Abstract

Under current taxonomy clinical research in neuroscience is trying to identify brain differences in psychiatric groups. Current research is top-down, meaning the use of phenomena to identify structural and chemical changes. Emphasis has been made that psychiatry needs a stronger phenomenology before real neuroscientific inquiry can begin and that the phenomena currently used have frail consistency. Others insist that this attempt to correlate mental symptoms and diseases with brain changes would provide different epistemic ground for Psychiatry and new means to diagnose diseases. In fact there is a third problem - disorders in Psychiatry can have a different coherence in each epistemological paradigm and we need to show why is the neuro-scientific paradigm so important. We’ll discuss this topics under current conceptualization of mental symptoms as hybrid objects some are cultural while others biological objects (some seem pervasive to current taxonomy).

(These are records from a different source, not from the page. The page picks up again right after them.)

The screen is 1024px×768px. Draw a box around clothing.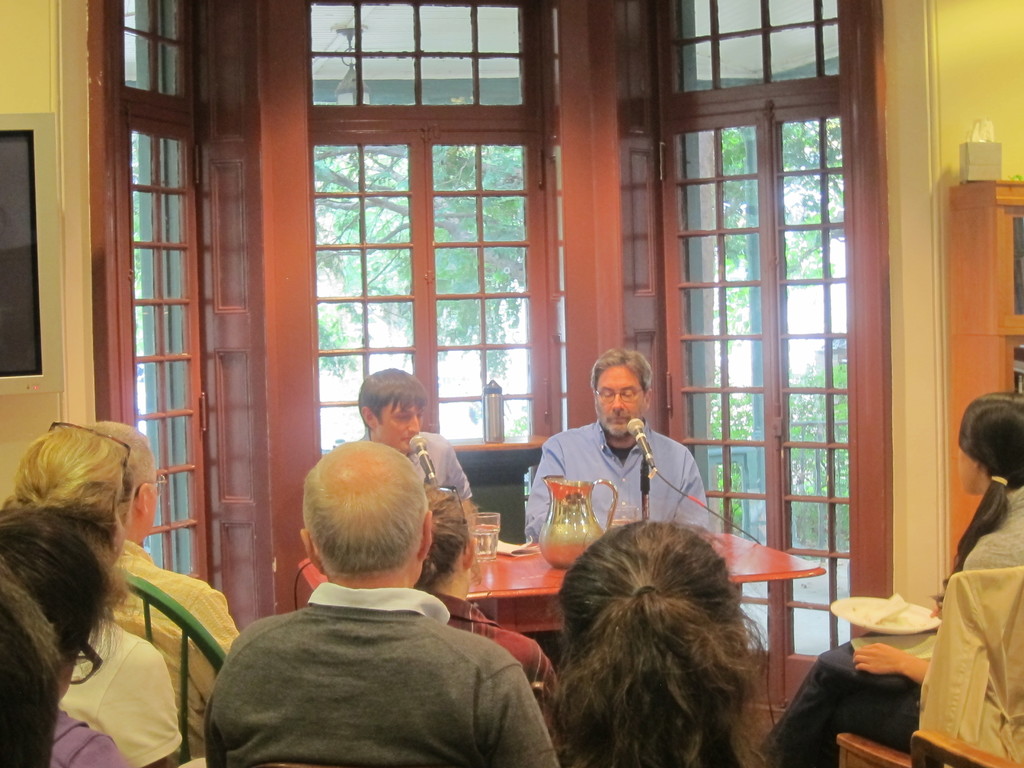
select_region(914, 566, 1023, 765).
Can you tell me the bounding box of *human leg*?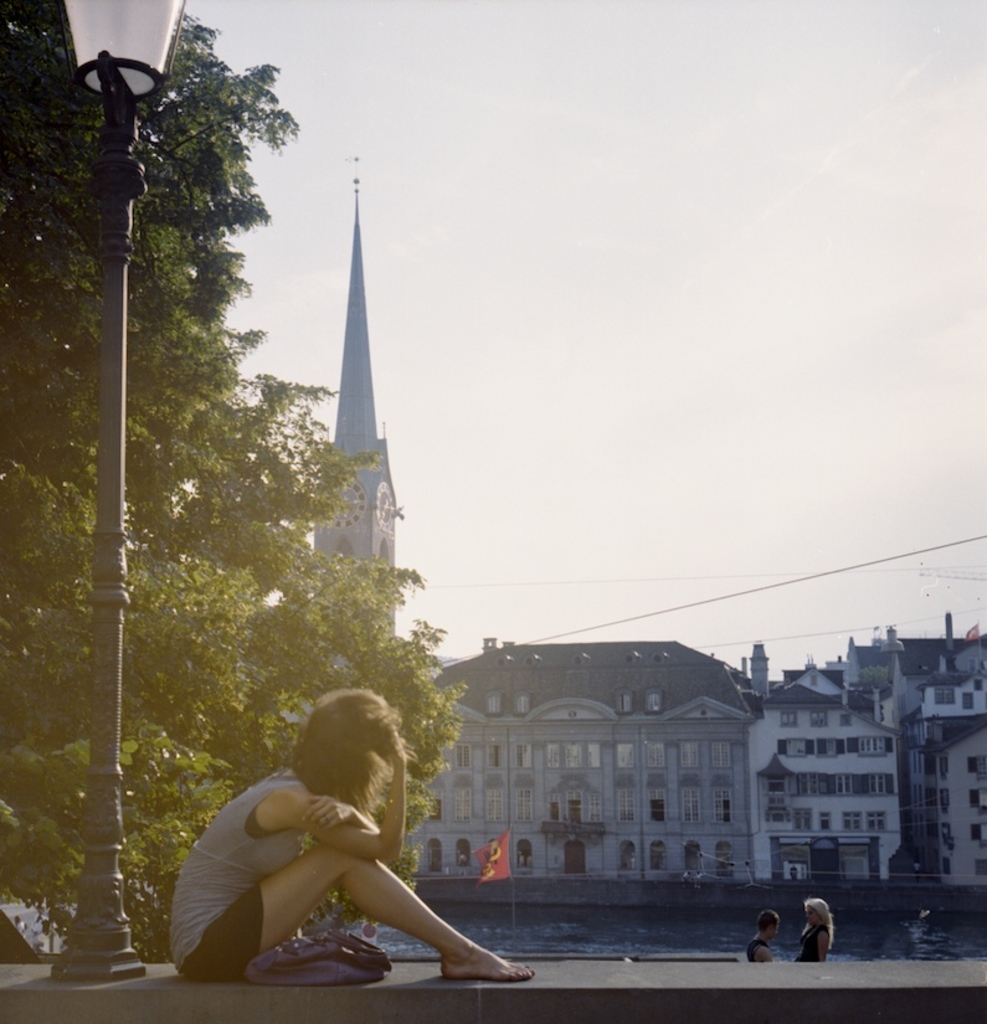
bbox=(174, 845, 534, 979).
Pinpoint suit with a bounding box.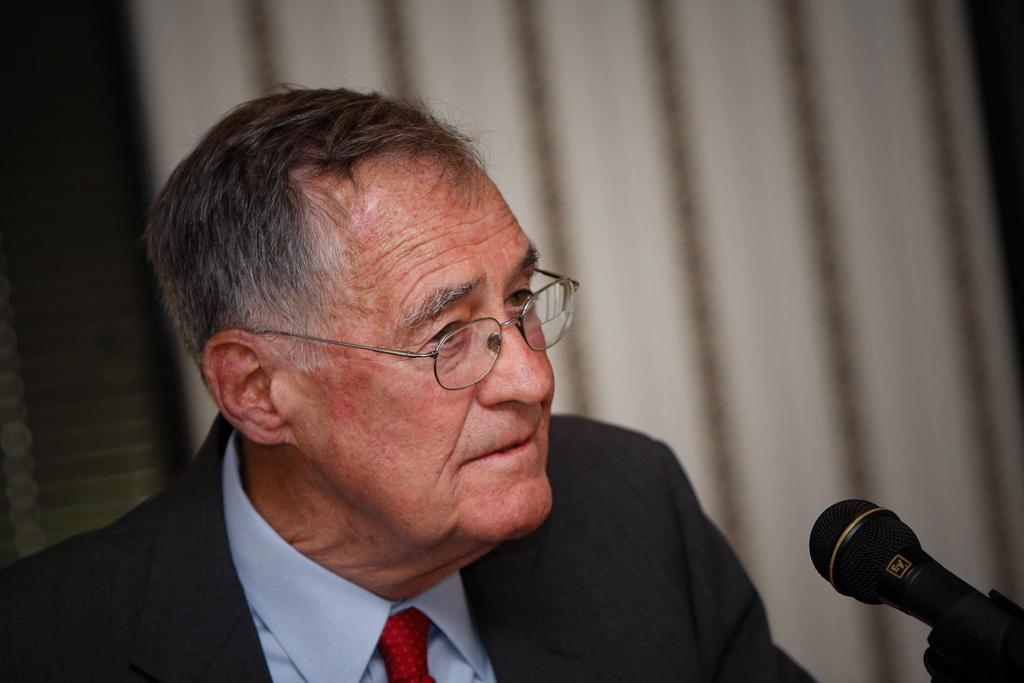
(left=0, top=408, right=818, bottom=682).
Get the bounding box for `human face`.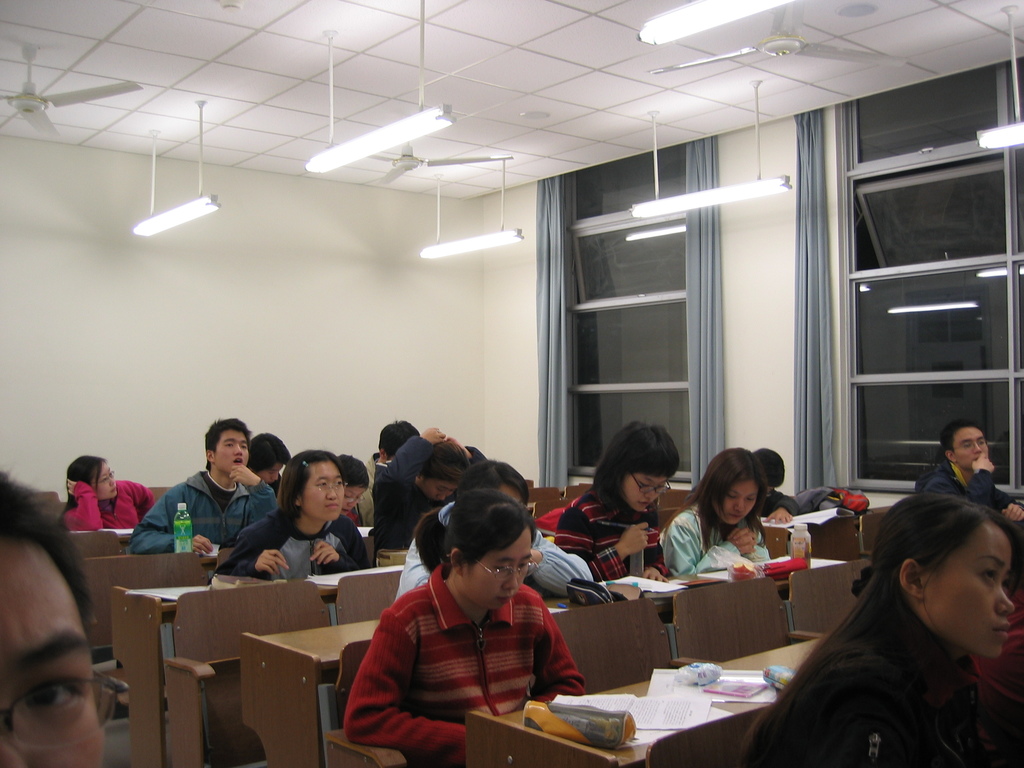
(left=713, top=479, right=759, bottom=527).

We hope to show that even these last ones are subject to cultural changes and we might be tracing these cultural changes rather then real symptoms Mood episodes have a complex taxonomy and DSM-IV and ICD-10 listings show apparently correlated polymorphic symptoms and features. The attempt to be objective could be considered frail in these disturbances as most criteria refer to subjective experience and some rely in common-sense vocabulary (e.g. feelings of emptiness). This presentation will also show how our current classification scheme sometimes does not respect phenomenological boundaries (e.g. Masked depression and Borderline Personality Disorder). We’ll also mark how this category isn’t well defined and how that might be a necessary requirement for any coherent reductionism. We hope to present difficulties and merits of current mood disorders psychopathology and taxonomy in relation with neuroscience research.